Chattanooga Mayor Andy Berke rejects request for budget watchdogs

photo Chattanooga Mayor Andy Berke

Two of the city's biggest programs won't have independent oversight assigned to review their performance next year.

Mayor Andy Berke turned down a request by City Auditor Stan Sewell to fund two positions to monitor the mayor's outcomes-based budget and the massive wastewater treatment repairs that must be made as part of a federal consent order.

Berke said his office decided the best way to hold the outcomes-based budget process accountable is to create a new Office of Performance Management with a $150,00o budget that will report to the executive branch.

"We're not doing an audit. What we're doing is performance management," Berke said.

Sewell called both positions he asked for "critical" last week at an audit committee meeting, because hundreds of millions of taxpayer dollars are at stake and the incentive under outcomes-based budgeting is for administrators to cook their numbers.

"If your program is going to be cut and you're the office head over there, you don't want to lose your job and you don't want your employees to lose their job, so the incentive is to fudge those numbers and someone needs to monitor that," said Sewell, who reports to an independent board.

Much of the city's $216 million budget will require departments to meet certain milestones or outcomes, though Berke has yet to publish specific benchmarks for either his first or second outcomes-based budget.

Throughout the year, the mayor's team will measure each department's progress toward administration goals, such as reducing the number of shootings or improving emergency response times. If those goals aren't met, officials will attempt to correct them mid-year, the mayor said.

However, Sewell said allowing department heads to help choose the criteria by which they will be graded could lead to inaccurate pictures of departmental performance.

"Are you really going to pick the very best benchmark if you're going to be held accountable for it? Then you take the question of bringing administration influence over it, and it just looks better if it's an independent auditor."

The mayor's office has said it will hire one person for the new office, but details of how that person will function haven't been decided.

Berke's spokeswoman, Lacie Stone, also pointed out that the city auditor's budget was increased 2.9 percent, or about $16,450.

"Internal Audit can use their budget increase however they choose -- including to monitor sewer funds or whatever is of most importance to the Internal Audit Committee," Stone said in an email.

The mayor's office announced a 10 percent bump in sewer fees, adding about $3.11 to the average resident's water bill each month.

Those fees will help pay an estimated $250 million over 16 years to clean up the city's combined sewer system, which is known for discharging raw sewage into the Tennessee River.

The city already has taken out loans for $55 million worth of projects and will borrow a total of $153 million in the first five years of a federal consent decree. The money will fund about 50 projects.

Sewell has argued that such a big program needs an independent auditor to keep projects on track and on budget.

The City Council also has expressed concerns over the program, which is larger than the city's annual budget. Council members grilled public works officials Tuesday about whether controls are in place to avoid a financial liability similar in scope to the 21st Century Waterfront.

Shoddy work and poor oversight on that project led to dangerous electrical failures and cracks in the concrete that taxpayers are going to have to put up an estimated $12 million to fix, including nearly $3 million already spent.

Public Works Director Lee Norris said the city has two safeguards in place for the sewer program: His department employs its own inspectors, and the firm hired to oversee the project, Jacobs Engineering, has a full-time inspector examining each project.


■ **Task prompt**
Your answer should consist solely of the lines from the one holding "The height and width of the screenshot is (592, 1112)." through the final line of the entries, reproduced exactly and without pictures.

+++

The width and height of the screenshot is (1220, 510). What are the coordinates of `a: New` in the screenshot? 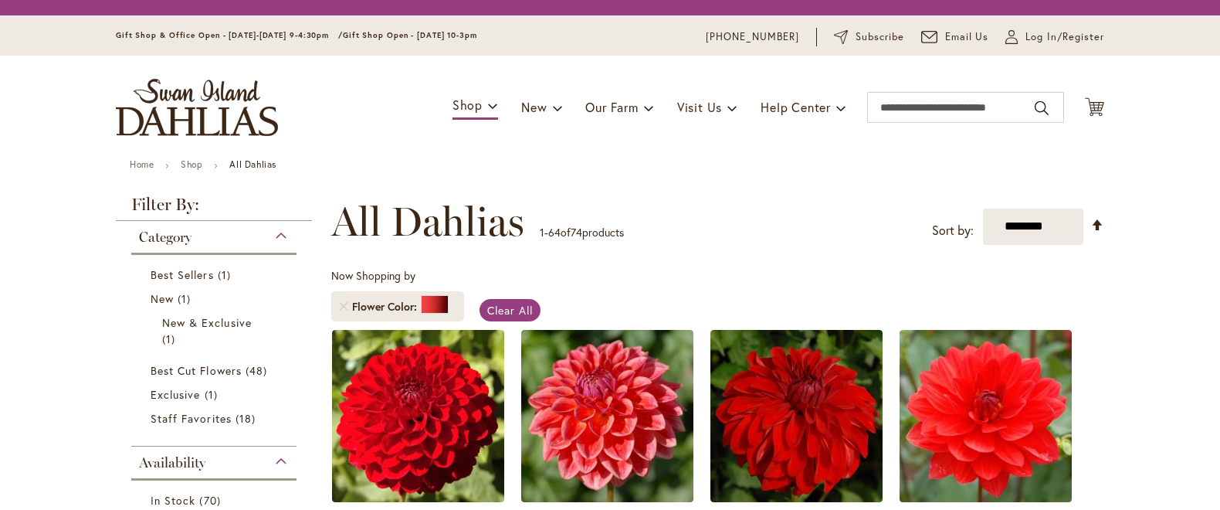 It's located at (215, 298).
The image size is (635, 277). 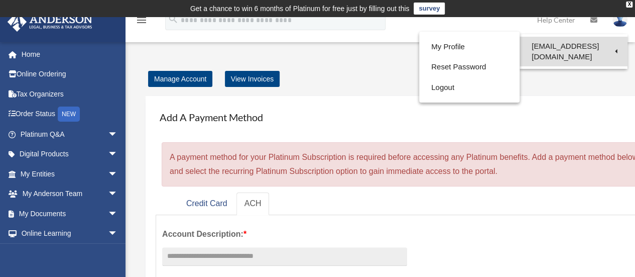 I want to click on a: Reset Password, so click(x=469, y=67).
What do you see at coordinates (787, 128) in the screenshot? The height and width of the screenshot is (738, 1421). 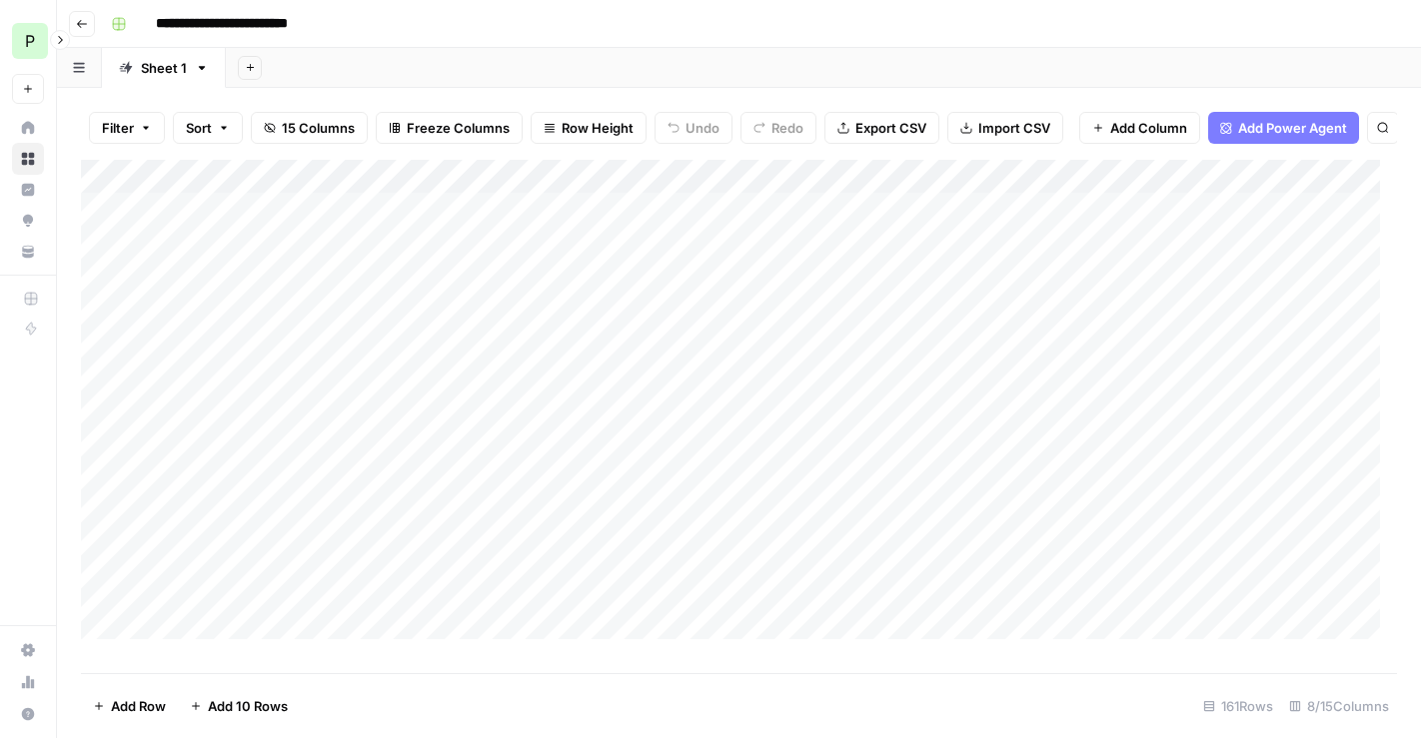 I see `span: Redo` at bounding box center [787, 128].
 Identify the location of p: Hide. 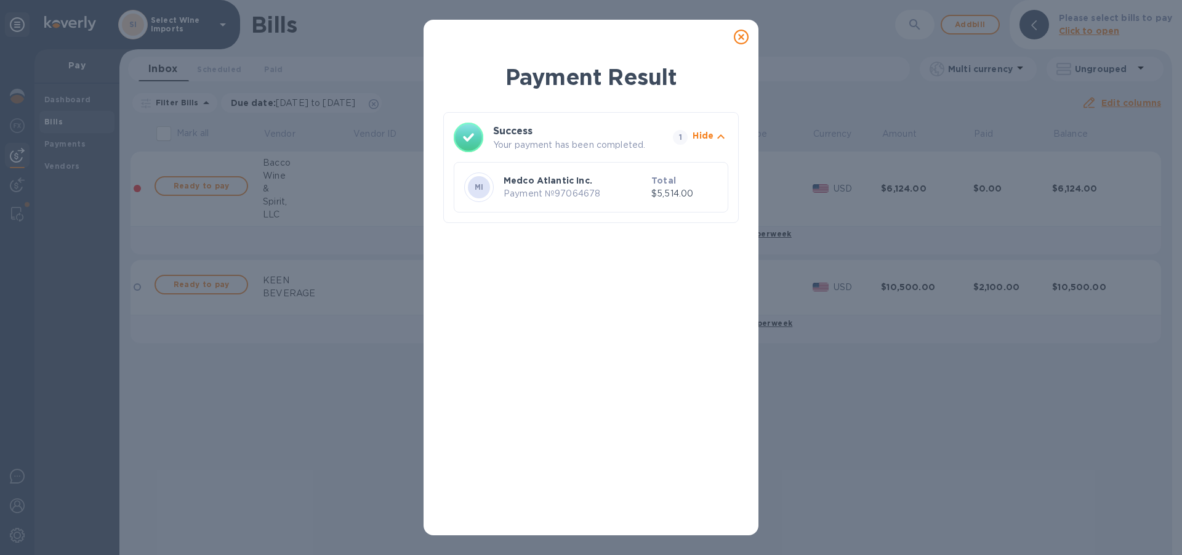
(703, 135).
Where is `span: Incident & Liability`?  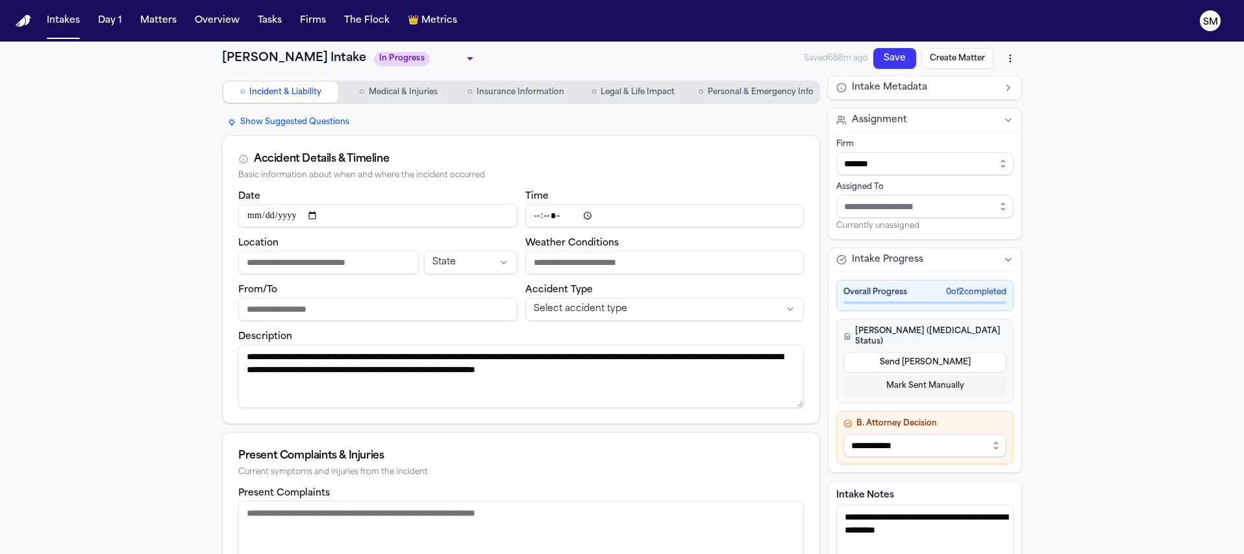
span: Incident & Liability is located at coordinates (285, 92).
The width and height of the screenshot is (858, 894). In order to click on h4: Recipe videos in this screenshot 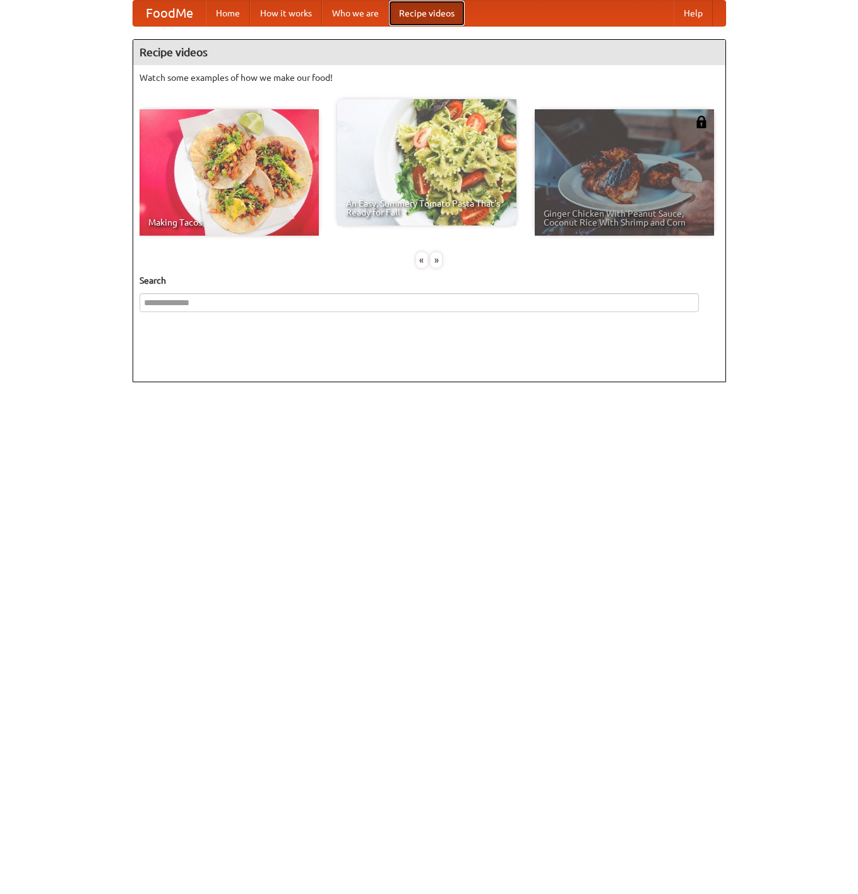, I will do `click(429, 52)`.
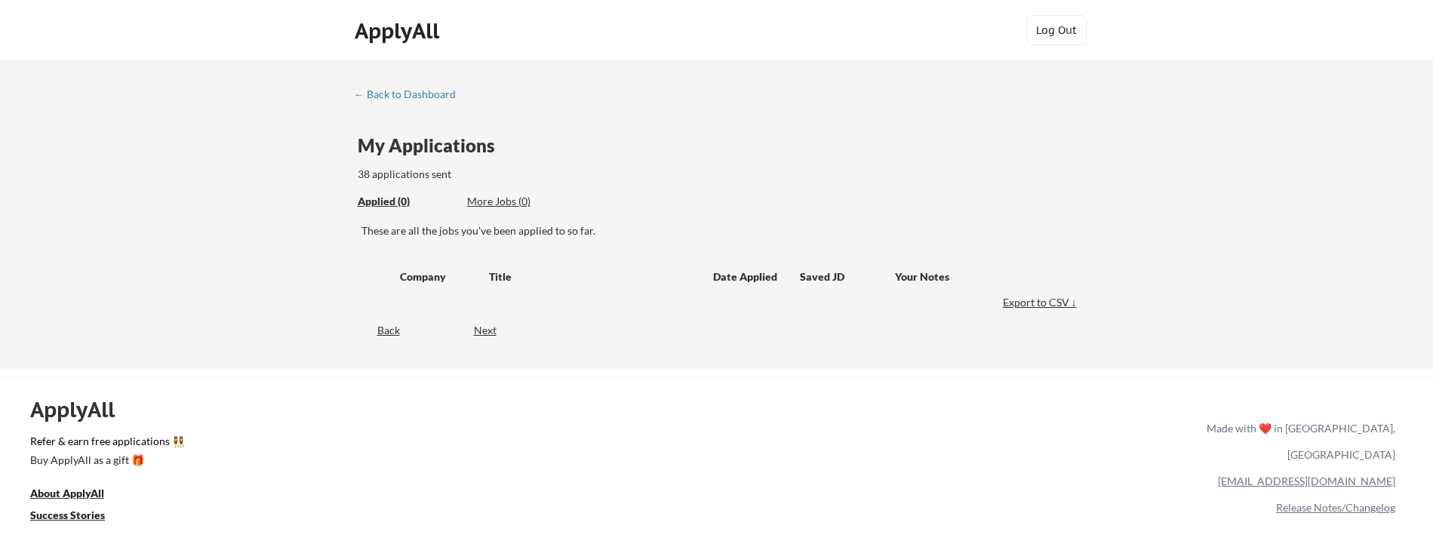 The image size is (1433, 550). I want to click on div: Back, so click(377, 330).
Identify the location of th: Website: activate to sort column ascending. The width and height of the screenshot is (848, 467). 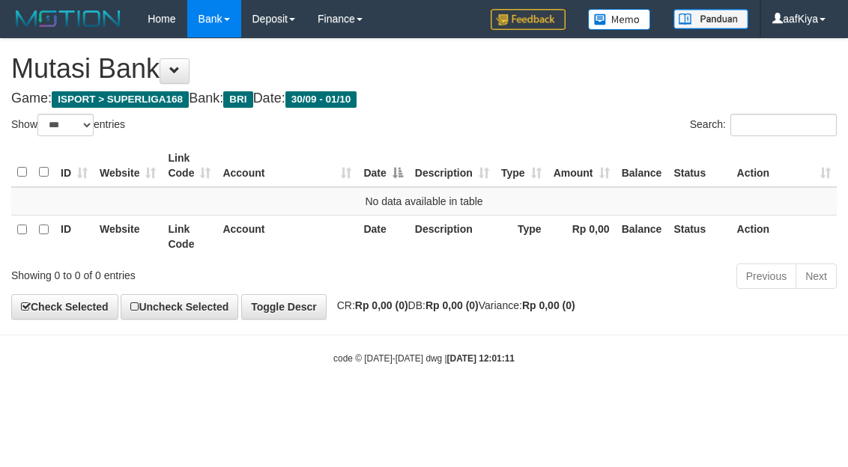
(127, 165).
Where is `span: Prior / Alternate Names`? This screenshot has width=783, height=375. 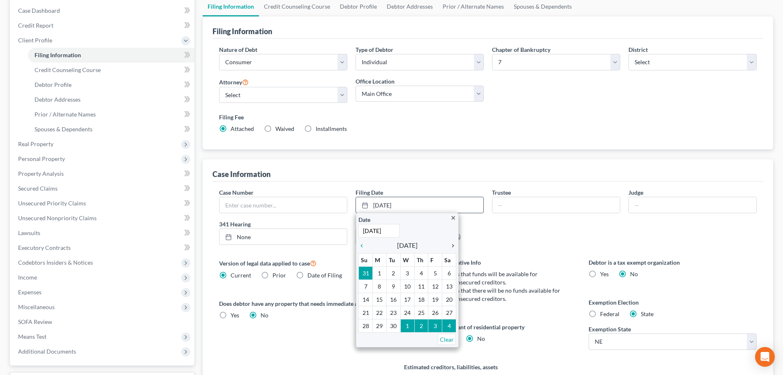 span: Prior / Alternate Names is located at coordinates (65, 114).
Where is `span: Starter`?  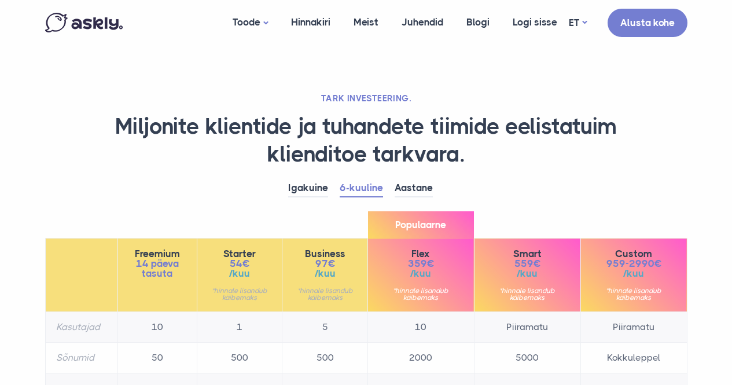 span: Starter is located at coordinates (239, 253).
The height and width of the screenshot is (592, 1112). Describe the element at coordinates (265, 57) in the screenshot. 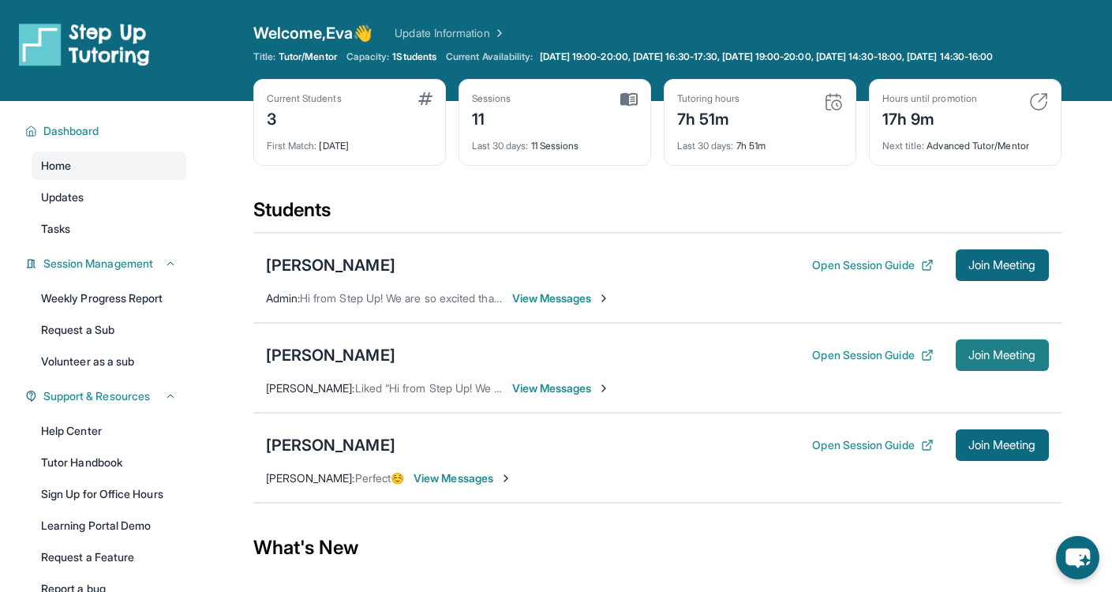

I see `span: Title:` at that location.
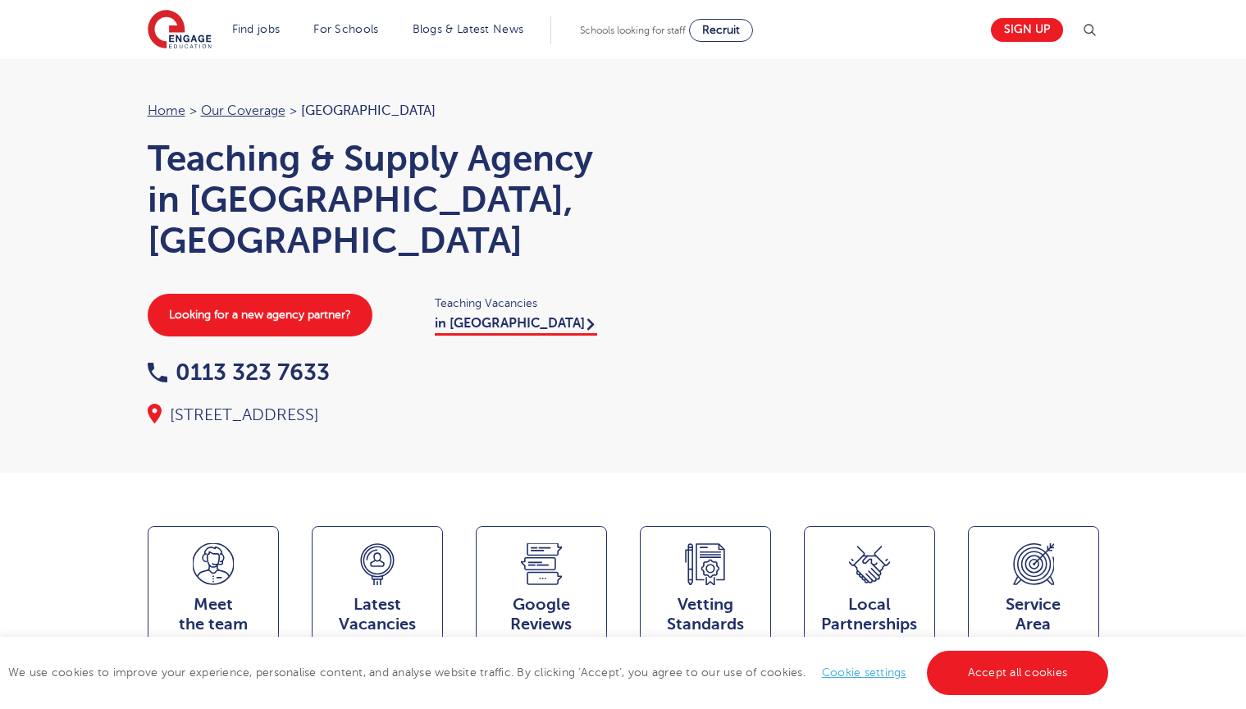 The width and height of the screenshot is (1246, 709). Describe the element at coordinates (633, 30) in the screenshot. I see `span: Schools looking for staff` at that location.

+++

■ **Exercise output**
The height and width of the screenshot is (592, 1112). Describe the element at coordinates (265, 57) in the screenshot. 

I see `span: Title:` at that location.
 The width and height of the screenshot is (1246, 709). Describe the element at coordinates (633, 30) in the screenshot. I see `span: Schools looking for staff` at that location.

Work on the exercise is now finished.